Most optical amplifiers make the image brighter, but add distortion. Recognizing this, researchers at the National Institute of Standards and Technology (NIST; Gaithersburg, MD) have demonstrated that they can amplify weak light signals without adding noise, while also carrying more pixels than other low-noise amplifiers. The new development could improve biomedical imaging as well as other optical applications.
Researchers have developed other light amplifiers using nonlinear crystals and optical fibers that don't add noise, but they're limited when it comes to amplifying images. Crystals need high laser intensities, which can distort the image. Amplifying light with fibers works well, but the fibers have to be long and the beam is confined to a small area, which constrains the complexity of the image to single pixels.
Overcoming these limitations, the NIST researchers developed a four-wave mixing technique that amplifies images by intersecting the light from two pump lasers and a probe laser carrying the image at precise angles inside a gas of hot rubidium atoms. After passing through a stencil in the shape of the image they want to amplify, the probe laser, whose frequency is halfway between those of the pump lasers, bisects the angle made by the pump lasers. The combination of the lasers' color, their angle of intersection, and their interaction with the rubidium gas creates the conditions for noiseless amplification of complex images with potentially thousands of pixels.
But this kind of amplifier is phase-sensitive; for the amplification to be noiseless, the pump and signal beams going into the amplifier have to remain stable with respect to each other to within a small fraction of a wavelength so that the beams interfere and add up properly. Such a condition on the beams makes it harder to keep them aligned and stable than for the more common "phase-insensitive" amplifiers.
According to NIST physicist Paul Lett, the technique can amplify images by a factor of up to 4.6 times the original signal strength. "The light we use is infrared, which is good for biological and astronomical imaging," says Lett. "Now we just need to show that our technique amplifies the image faithfully, pixel by pixel, so that we can be assured that it is fully practicable."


> EXERCISE DIRECTIONS: Copy each line below containing "text".

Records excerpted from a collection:
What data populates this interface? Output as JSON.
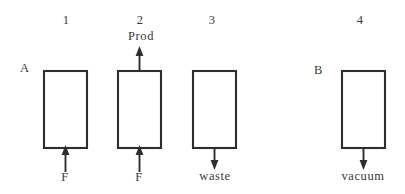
{
  "figure": {
    "width": 405,
    "height": 194,
    "background_color": "#ffffff",
    "ink_color": "#2e2e2e",
    "column_labels": [
      {
        "text": "1",
        "x": 66,
        "y": 14
      },
      {
        "text": "2",
        "x": 140,
        "y": 14
      },
      {
        "text": "3",
        "x": 212,
        "y": 14
      },
      {
        "text": "4",
        "x": 360,
        "y": 14
      }
    ],
    "row_labels": [
      {
        "text": "A",
        "x": 24,
        "y": 62
      },
      {
        "text": "B",
        "x": 318,
        "y": 64
      }
    ],
    "vessels": [
      {
        "id": "vessel-1",
        "x": 44,
        "y": 71,
        "width": 43,
        "height": 77
      },
      {
        "id": "vessel-2",
        "x": 118,
        "y": 71,
        "width": 43,
        "height": 77
      },
      {
        "id": "vessel-3",
        "x": 193,
        "y": 71,
        "width": 43,
        "height": 77
      },
      {
        "id": "vessel-4",
        "x": 342,
        "y": 71,
        "width": 43,
        "height": 77
      }
    ],
    "streams": [
      {
        "id": "stream-feed-1",
        "label": "F",
        "direction": "up",
        "position": "bottom",
        "line_x": 65,
        "line_y_start": 172,
        "line_y_end": 149,
        "label_x": 65,
        "label_y": 172
      },
      {
        "id": "stream-product-2",
        "label": "Prod",
        "direction": "up",
        "position": "top",
        "line_x": 139,
        "line_y_start": 70,
        "line_y_end": 47,
        "label_x": 140,
        "label_y": 30
      },
      {
        "id": "stream-feed-2",
        "label": "F",
        "direction": "up",
        "position": "bottom",
        "line_x": 139,
        "line_y_start": 172,
        "line_y_end": 149,
        "label_x": 139,
        "label_y": 172
      },
      {
        "id": "stream-waste-3",
        "label": "waste",
        "direction": "down",
        "position": "bottom",
        "line_x": 214,
        "line_y_start": 148,
        "line_y_end": 169,
        "label_x": 215,
        "label_y": 170
      },
      {
        "id": "stream-vacuum-4",
        "label": "vacuum",
        "direction": "down",
        "position": "bottom",
        "line_x": 363,
        "line_y_start": 148,
        "line_y_end": 169,
        "label_x": 363,
        "label_y": 170
      }
    ]
  }
}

> SOLUTION BELOW:
        "text": "1",
        "text": "2",
        "text": "3",
        "text": "4",
        "text": "A",
        "text": "B",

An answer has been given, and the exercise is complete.